AI Self-Growth System
Just-in-Time Release (JIT)
PremiumUse scripts to generate, validate, and commit on the same day
Just-in-Time Release (JIT)
"Do not stockpile content. Produce on demand."
What you will get in this chapter
- A decision framework: inventory vs JIT
- A minimum scripted release pipeline (MVS)
- Quality gates and failure handling
One-sentence definition
JIT release = same-day generate + validate + commit.
The goal is to keep the drip cadence while avoiding inventory and code rot.
When you should adopt JIT
If any two are true, upgrade:
- Keyword pool > 50 and tasks keep piling up
- Templates/components change often
- You need build validation and retries
- External APIs are involved (pipeline must be controlled)
Hidden costs of inventory mode
- Commits look less “fresh”: most changes become
noindexflips - Code rot risk: late pages lag behind current components/layouts
- Status overhead: unpublished lists get harder to track
Minimum scripted pipeline (MVS)
| Module | You need | Acceptance result |
|---|---|---|
| Task queue | scripts/jit-queue.json | Batchable by priority |
| Controller | scripts/jit-worker.ts | Retry on failure |
| Quality gate | pnpm build | Failures are not pushed |
| Scheduler | cron | Stable cadence |
Queue and controller example
Task queue (scripts/jit-queue.json):
[
{ "keyword": "pdf to jpg", "status": "pending" },
{ "keyword": "video compressor", "status": "pending" }
]Controller flow (scripts/jit-worker.ts):
- Load
pendingtasks, pick N (e.g. 5) - Generate openspec + page code
- Run
pnpm build(retry or abort on failure) git add/commit/push- Mark tasks as
done
Scheduler (cron):
0 3 * * * pnpm tsx scripts/jit-worker.ts --queue scripts/jit-queue.json --batch 5 --generate-command "..." --commit --pushGitHub Actions vs persistent worker
| Option | Best for | Cost |
|---|---|---|
| GitHub Actions | Small scale, simple logic | Slow cold start, limited retries |
| Persistent worker | Scale with quality gates | Requires a managed machine |
Acceptance checklist
Task queue is graded and batchable
Build validation is in place; failures are not pushed
Scheduler runs reliably with drip cadence
Common mistakes
- Generate in bulk without validation -> CI breaks
- No retries or rollback -> one failure blocks the batch
- Cadence drift -> noisy metrics and weak attribution
Summary
Key takeaways
1. JIT is about control, not speed.
2. Quality gates are non-negotiable.
3. Keep cadence aligned with the drip strategy.
Next chapter: Internal Linking Automation - let authority flow inside the site.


--- Problem to solve ---
Copy every line that contains the string "Chapter" from the entries below.

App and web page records
================================
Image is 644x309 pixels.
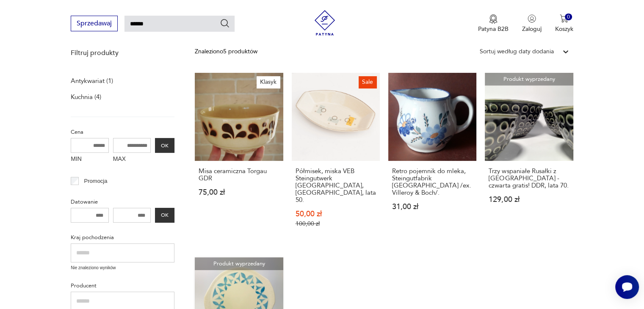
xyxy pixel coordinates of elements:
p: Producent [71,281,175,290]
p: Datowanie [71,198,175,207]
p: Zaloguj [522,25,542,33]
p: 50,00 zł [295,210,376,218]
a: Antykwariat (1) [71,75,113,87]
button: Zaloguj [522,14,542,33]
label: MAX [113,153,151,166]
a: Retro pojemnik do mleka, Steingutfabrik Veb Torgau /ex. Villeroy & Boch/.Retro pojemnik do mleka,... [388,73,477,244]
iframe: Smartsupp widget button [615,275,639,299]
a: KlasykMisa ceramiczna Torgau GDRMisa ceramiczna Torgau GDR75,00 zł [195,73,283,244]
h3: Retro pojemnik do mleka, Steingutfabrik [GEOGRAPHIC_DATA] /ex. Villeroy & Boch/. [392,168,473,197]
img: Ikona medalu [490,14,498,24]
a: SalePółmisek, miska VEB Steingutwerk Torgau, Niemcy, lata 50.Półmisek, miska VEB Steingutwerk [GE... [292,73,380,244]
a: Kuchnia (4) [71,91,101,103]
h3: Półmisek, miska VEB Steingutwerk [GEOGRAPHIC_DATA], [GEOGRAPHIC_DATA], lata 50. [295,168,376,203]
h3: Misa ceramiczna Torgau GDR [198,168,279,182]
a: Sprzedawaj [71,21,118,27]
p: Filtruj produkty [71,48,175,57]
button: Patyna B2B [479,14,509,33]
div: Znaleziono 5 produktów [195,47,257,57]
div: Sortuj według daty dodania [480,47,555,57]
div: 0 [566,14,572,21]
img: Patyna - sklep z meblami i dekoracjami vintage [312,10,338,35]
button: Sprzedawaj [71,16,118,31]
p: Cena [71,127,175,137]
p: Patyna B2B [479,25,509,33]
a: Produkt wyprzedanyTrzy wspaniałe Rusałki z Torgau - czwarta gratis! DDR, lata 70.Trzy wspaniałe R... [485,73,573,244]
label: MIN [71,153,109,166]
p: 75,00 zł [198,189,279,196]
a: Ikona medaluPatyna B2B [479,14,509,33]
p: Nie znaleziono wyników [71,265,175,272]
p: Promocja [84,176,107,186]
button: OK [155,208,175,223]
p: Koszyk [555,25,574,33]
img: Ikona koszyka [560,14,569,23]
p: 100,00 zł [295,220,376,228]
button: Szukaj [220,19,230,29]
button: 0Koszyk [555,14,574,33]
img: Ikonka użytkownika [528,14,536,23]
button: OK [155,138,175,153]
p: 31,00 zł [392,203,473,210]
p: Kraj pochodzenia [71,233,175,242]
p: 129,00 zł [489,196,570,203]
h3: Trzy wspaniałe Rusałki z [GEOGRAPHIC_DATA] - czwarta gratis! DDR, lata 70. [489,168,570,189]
================================
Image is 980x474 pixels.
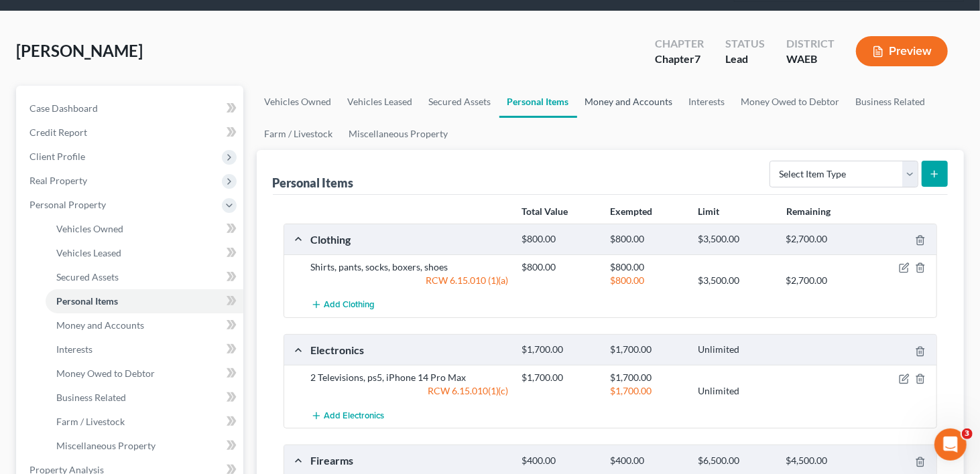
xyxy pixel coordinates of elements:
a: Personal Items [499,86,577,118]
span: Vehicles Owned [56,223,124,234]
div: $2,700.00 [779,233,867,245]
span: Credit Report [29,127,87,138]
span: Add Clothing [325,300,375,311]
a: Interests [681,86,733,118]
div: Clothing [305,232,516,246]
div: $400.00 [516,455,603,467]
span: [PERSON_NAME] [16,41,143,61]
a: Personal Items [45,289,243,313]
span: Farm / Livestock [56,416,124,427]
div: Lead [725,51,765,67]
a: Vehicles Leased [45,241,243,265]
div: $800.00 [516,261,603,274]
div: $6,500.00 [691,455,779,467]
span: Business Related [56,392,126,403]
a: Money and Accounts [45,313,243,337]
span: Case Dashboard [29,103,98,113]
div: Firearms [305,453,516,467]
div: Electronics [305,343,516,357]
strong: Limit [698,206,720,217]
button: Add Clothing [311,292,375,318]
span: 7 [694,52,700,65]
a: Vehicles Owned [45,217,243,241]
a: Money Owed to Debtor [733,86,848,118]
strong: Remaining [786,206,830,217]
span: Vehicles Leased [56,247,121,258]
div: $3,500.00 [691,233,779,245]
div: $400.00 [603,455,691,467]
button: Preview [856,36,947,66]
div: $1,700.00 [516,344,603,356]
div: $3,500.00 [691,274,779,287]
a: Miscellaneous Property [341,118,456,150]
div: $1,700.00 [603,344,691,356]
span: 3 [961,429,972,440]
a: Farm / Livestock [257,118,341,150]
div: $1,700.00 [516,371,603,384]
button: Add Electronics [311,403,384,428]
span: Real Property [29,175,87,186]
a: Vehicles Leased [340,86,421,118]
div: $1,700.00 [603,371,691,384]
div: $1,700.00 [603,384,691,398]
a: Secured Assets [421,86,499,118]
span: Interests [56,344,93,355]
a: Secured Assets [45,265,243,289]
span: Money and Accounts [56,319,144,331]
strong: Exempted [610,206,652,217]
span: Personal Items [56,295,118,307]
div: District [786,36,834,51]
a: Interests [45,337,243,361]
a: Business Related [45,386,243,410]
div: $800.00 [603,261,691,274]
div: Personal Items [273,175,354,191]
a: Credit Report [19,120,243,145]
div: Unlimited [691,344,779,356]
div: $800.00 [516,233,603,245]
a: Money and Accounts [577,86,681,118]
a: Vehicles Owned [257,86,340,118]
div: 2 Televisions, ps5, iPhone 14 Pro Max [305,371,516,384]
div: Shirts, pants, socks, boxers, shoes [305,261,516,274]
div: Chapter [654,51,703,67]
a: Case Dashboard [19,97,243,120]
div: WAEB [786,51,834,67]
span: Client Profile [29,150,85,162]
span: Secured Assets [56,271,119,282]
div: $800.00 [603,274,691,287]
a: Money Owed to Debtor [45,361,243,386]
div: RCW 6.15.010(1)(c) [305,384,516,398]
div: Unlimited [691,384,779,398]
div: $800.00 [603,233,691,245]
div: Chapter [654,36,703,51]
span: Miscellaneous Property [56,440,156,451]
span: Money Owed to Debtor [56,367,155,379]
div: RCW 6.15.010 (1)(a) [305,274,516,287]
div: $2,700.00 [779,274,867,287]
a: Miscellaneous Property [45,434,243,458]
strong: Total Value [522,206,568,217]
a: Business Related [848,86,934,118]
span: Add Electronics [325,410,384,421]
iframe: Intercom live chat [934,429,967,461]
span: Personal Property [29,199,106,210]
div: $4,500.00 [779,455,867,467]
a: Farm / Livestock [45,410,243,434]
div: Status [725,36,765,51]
================================
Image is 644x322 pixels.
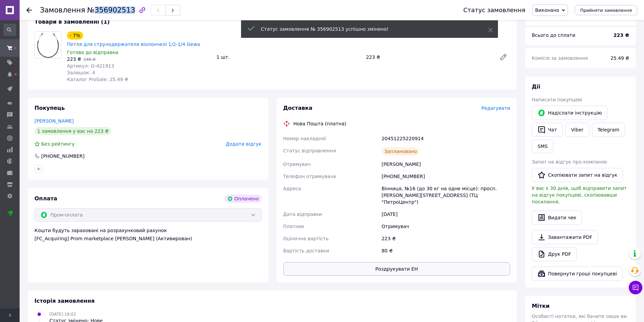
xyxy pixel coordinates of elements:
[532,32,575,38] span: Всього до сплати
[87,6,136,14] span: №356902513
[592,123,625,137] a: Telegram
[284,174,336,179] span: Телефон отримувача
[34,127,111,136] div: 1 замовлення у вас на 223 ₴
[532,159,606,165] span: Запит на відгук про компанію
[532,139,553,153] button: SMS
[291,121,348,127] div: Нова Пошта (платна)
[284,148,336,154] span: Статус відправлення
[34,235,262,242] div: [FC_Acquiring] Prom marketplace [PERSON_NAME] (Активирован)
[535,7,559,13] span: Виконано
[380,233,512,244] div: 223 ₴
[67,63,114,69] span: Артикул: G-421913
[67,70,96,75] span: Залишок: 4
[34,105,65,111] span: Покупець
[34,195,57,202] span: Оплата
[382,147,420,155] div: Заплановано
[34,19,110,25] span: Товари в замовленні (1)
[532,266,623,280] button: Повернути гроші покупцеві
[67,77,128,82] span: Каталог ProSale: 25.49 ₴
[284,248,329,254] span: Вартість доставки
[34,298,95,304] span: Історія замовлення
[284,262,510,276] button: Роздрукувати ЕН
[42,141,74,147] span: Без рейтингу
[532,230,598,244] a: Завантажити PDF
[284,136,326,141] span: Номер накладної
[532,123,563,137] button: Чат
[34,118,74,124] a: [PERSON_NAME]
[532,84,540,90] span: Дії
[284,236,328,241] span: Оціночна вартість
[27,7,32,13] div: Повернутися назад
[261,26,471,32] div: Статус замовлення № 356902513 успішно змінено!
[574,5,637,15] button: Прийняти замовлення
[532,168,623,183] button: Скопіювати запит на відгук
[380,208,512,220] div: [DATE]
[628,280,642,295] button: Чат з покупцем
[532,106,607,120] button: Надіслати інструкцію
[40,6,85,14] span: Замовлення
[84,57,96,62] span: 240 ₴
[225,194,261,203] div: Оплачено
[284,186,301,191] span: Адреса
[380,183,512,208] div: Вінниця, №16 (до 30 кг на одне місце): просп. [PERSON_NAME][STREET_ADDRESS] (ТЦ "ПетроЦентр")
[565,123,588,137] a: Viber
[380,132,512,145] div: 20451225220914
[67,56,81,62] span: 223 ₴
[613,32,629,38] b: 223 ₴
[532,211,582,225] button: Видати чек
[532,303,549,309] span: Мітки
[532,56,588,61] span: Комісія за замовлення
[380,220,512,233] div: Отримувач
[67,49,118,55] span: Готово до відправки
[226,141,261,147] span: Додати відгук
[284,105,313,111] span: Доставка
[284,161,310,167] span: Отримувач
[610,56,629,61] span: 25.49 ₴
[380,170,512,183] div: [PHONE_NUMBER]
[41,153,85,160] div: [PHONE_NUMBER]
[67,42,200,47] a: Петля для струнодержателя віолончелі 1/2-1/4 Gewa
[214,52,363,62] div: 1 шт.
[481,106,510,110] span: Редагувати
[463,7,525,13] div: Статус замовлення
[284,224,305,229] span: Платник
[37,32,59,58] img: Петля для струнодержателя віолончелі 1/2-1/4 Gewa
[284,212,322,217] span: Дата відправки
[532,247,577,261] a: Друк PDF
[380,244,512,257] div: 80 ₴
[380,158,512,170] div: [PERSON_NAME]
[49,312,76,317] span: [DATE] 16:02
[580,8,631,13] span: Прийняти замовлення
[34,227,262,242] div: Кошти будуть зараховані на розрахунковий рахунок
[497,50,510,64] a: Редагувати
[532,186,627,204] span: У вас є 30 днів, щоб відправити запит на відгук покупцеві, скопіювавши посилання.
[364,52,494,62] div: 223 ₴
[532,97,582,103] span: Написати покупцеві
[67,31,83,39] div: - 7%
================================
--- Written answer ---
div: Chapter [654,51,703,67]
div: Chapter [654,36,703,51]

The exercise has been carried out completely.